Climate and energy policy barely came up in last week’s debate between President Biden and Donald Trump. That might have been a good thing. Throughout the night, Biden struggled to string together coherent sentences to counter Trump’s lies and bluster. The humiliating spectacle kicked off a panic among Democratic Party elites about whether a visibly diminished Biden can beat Trump in November. Some of them claimed to have been misled about the scale of the problem, alleging that Biden’s inner circle hid evidence of his decline. With the time for straightforward solutions having passed, it might simply be too late to ward off a looming crisis of potentially untold magnitude. While some are proposing radical fixes, none offer the certainty of avoiding horrific outcomes.
The outlines of this crisis should sound familiar to anyone with even a passing interest in climate politics: A disaster sparks outrage among people who’ve been warned repeatedly—often by those to their left—about what was coming and how to avoid it, but who brushed off proposed solutions as hyperbolic and unhelpful. They had years to avoid this sort of destruction and now need a Hail Mary in both meanings of the phrase: a desperate bid to overcome terrible odds, and forgiveness.
But it’s not clear what success looks like in either of these cases. When it comes to the climate, some of the most apocalyptic worst-case scenarios might now be off the table, though the decidedly less chaotic future of a planet that’s 2.5 or three degrees Celsius warmer—as opposed to six or seven—is still a much more painful one that further risks breaching catastrophic tipping points. For Democrats, eking out a win in November doesn’t promise to fix the party’s nearsighted and self-destructive tendencies.
This isn’t all just a convenient metaphor: The Democratic Party’s problems are problems for the planet too. For the foreseeable future, the Republican Party will keep trying to kill anything called climate policy and peel back the modest restraints on corporate polluters. In a two-party system, this means that decarbonization depends on electing Democrats at all levels of government and keeping them in power for decades. The trouble—now more widely recognized—is that many of the party’s top leaders seem more concerned with closing ranks around their favorite elder statesmen than they are with building a twenty-first-century governing agenda and the durable electoral coalitions needed to support it.
Biden isn’t the only example. Ruth Bader Ginsberg’s refusal to resign during the Obama administration—and the bizarre lionization of that choice among liberals—paved the way for the Supreme Court’s wrecking ball of a right-wing supermajority, now diligently chipping away at (among other things) basic human rights, presidential accountability, and the government’s ability to do its job. A declining Dianne Feinstein held out until the end too, with the full-throated support of then–House Speaker Nancy Pelosi; just a few years before she passed, Feinstein took the time to scold children asking her to support a Green New Deal.
When it comes to Ginsberg, Feinstein, and Biden, the problem is less with their absolute age than the bizarre idea that these figures have somehow earned the right to continue holding extraordinarily important posts until they drop dead, however impaired they might be. As we’ve seen over the last week, defending that position requires telling voters to ignore the obvious and root for government officials like superheroes: not as public servants with a distinct set of responsibilities, but as characters with backstories compelling enough to merit their showing up in the sequel. Trump has lent them a helping hand in providing a big boss scary enough to discipline dissenters within the Democrats’ ranks, casting criticisms of top Democrats’ policies and performance as boosts to the bad guys.
The nuance here is that climate policy has very likely benefited from Biden’s weakened state. Climate-conscious advisers have been granted leeway to help craft an “all of the above” approach to decarbonization. It’s an embarrassingly low bar to clear, but the Biden administration has almost certainly done more to reduce greenhouse gas emissions than any of its predecessors. That Biden has a relatively smart and competent team of climate advisers surrounding him is a terrible argument for keeping him around, though. However much they might have been able to do these last four years, steaming ahead as if nothing has changed—as if more than 50 million people haven’t seen Biden struggling—risks more than just losing to Trump in November. Since 2016, top Democrats have campaigned on the idea that nothing is more important than keeping Trump out of the Oval Office. The man they’re saying is up to the task publicly struggles to speak cogently.
Pretending nothing is wrong with Biden is an insult to voters’ intelligence. As genuinely grave a threat as another Trump administration is to U.S. climate policy, Democrats continuing to burn through their credibility—particularly with the younger, less enthusiastic voters who represent the party’s demographic future—could mean abdicating their chance to govern boldly (or at all) for the foreseeable future, let alone enact adequate climate policy. Talking up the Inflation Reduction Act’s tax credits for wind, solar, and electric vehicles won’t change that. It’s hard to make the case for a party whose headline offerings are a rambling octogenarian and the threat of something worse. As with rising temperatures, there’s no quick fix to prevent the catastrophe of Republican rule. An open convention is risky. So is passing the reins to Kamala Harris. Continuing to close ranks around Biden seems even riskier.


◆ **WORK REQUEST**
Track down every line below that holds "component" and copy it.

ENTRIES SUPPLIED Start Marker

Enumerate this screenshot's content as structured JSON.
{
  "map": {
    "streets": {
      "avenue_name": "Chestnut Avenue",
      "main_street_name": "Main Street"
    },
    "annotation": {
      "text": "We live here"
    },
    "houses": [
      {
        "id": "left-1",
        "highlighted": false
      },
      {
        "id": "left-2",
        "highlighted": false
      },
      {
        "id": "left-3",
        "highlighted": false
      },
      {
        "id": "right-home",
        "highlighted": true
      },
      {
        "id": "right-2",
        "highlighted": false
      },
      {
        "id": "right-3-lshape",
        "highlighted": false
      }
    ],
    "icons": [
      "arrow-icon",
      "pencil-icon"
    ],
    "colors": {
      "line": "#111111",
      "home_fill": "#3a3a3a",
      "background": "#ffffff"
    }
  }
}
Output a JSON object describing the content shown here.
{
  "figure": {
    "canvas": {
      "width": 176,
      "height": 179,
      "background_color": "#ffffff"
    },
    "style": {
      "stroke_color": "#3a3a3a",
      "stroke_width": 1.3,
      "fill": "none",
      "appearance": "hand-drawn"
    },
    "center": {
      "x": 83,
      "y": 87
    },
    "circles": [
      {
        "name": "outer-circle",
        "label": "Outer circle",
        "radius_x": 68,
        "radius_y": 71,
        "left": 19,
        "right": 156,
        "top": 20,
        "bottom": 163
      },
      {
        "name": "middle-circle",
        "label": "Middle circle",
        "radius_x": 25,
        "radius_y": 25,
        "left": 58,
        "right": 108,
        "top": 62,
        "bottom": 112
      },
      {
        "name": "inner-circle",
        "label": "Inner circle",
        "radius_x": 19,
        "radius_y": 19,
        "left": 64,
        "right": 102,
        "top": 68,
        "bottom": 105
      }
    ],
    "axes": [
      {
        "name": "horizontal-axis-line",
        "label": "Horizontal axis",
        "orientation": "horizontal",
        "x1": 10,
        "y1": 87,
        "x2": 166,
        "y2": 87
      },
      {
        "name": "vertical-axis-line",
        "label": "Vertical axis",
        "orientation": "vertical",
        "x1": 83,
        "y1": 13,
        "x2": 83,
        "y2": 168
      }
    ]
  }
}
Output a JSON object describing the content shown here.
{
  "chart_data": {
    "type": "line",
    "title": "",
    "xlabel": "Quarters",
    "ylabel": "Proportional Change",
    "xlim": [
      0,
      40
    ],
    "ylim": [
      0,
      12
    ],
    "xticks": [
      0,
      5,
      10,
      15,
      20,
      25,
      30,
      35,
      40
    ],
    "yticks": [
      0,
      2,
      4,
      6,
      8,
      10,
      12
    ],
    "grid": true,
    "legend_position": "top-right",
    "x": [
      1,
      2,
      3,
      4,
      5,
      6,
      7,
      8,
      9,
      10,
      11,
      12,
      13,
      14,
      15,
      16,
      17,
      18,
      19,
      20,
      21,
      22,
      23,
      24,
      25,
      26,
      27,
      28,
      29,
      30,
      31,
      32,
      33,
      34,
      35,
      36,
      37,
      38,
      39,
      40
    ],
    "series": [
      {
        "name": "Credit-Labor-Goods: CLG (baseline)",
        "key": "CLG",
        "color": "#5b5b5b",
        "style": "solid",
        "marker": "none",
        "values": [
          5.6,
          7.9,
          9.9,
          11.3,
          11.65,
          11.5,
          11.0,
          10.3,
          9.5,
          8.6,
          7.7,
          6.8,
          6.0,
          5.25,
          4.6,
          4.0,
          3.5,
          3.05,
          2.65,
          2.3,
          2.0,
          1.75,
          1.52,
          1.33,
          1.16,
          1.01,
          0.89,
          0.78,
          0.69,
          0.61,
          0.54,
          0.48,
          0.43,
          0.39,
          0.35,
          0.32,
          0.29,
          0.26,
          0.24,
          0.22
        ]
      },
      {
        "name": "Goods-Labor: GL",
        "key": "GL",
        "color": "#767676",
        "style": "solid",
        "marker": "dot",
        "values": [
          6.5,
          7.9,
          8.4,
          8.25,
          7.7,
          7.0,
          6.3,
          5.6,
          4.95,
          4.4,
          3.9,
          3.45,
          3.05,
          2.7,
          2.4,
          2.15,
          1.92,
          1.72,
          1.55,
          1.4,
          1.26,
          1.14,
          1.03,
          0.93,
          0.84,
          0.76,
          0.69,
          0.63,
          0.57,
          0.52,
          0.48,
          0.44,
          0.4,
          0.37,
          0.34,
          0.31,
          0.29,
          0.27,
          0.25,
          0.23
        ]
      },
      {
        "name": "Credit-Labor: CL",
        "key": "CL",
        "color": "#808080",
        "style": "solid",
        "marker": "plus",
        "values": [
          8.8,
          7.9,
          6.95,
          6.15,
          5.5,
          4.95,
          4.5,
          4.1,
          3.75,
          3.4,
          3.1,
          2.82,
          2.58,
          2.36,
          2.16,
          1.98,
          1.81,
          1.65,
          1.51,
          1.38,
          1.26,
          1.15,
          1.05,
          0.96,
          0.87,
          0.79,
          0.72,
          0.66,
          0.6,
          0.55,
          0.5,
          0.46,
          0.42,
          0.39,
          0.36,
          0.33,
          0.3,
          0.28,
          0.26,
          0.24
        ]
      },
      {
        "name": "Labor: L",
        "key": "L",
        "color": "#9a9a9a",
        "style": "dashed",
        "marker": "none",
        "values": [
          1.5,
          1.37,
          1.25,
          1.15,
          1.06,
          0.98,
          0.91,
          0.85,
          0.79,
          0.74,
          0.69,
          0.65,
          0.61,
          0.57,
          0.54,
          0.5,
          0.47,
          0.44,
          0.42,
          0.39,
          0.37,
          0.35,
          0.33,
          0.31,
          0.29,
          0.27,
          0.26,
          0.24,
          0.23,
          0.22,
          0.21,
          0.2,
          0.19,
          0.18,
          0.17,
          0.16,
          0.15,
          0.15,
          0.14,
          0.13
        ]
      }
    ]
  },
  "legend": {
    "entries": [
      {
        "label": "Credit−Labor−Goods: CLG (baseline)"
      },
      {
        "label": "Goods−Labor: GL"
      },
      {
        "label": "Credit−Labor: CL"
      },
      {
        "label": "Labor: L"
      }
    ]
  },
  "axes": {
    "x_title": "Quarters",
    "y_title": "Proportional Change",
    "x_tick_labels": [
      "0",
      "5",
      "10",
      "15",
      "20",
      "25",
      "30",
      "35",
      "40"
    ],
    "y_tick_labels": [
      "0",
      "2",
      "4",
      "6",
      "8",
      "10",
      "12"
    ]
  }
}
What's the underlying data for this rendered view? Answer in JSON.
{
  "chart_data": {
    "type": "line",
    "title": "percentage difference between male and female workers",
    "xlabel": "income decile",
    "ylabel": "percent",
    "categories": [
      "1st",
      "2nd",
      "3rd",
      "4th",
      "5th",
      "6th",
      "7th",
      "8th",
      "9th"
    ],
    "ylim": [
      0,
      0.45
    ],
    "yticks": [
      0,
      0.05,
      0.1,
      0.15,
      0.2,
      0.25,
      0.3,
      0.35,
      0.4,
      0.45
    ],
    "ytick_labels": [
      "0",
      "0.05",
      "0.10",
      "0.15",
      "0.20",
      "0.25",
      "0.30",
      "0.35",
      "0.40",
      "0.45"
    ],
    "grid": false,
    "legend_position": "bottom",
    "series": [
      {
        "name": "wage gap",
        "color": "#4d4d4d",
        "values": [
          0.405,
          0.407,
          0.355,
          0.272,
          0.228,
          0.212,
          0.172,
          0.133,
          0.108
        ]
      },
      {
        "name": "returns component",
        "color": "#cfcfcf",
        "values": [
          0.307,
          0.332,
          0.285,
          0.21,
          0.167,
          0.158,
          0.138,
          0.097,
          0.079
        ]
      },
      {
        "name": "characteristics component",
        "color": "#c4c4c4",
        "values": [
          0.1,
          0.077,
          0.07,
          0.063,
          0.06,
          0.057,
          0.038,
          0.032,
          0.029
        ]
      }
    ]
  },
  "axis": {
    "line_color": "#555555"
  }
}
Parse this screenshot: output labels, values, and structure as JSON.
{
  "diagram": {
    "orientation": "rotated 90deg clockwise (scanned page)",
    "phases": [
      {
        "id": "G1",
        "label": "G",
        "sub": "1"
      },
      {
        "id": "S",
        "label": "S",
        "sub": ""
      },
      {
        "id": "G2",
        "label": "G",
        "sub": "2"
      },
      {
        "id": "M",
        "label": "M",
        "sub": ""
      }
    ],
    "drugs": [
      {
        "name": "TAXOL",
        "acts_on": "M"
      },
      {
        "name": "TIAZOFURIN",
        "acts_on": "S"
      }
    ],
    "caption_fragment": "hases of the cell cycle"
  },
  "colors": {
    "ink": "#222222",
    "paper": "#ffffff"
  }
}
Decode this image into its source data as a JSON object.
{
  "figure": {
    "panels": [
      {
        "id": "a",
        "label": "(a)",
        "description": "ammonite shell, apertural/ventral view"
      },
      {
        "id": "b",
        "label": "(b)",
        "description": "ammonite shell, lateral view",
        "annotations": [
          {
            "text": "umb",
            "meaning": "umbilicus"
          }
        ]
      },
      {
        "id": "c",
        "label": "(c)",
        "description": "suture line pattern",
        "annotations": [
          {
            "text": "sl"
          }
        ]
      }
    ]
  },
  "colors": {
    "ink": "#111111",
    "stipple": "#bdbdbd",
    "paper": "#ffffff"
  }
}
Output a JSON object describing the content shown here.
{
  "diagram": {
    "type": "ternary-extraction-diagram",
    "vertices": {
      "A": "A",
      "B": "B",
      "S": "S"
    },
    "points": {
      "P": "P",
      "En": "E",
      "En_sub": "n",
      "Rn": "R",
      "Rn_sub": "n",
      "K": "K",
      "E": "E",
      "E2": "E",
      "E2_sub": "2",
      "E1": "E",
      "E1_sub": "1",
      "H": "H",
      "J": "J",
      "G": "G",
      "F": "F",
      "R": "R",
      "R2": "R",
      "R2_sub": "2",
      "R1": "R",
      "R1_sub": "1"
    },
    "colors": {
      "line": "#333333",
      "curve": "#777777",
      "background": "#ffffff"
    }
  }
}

ENTRIES SUPPLIED End Marker

◆ **REPLY**
        "name": "returns component",
        "name": "characteristics component",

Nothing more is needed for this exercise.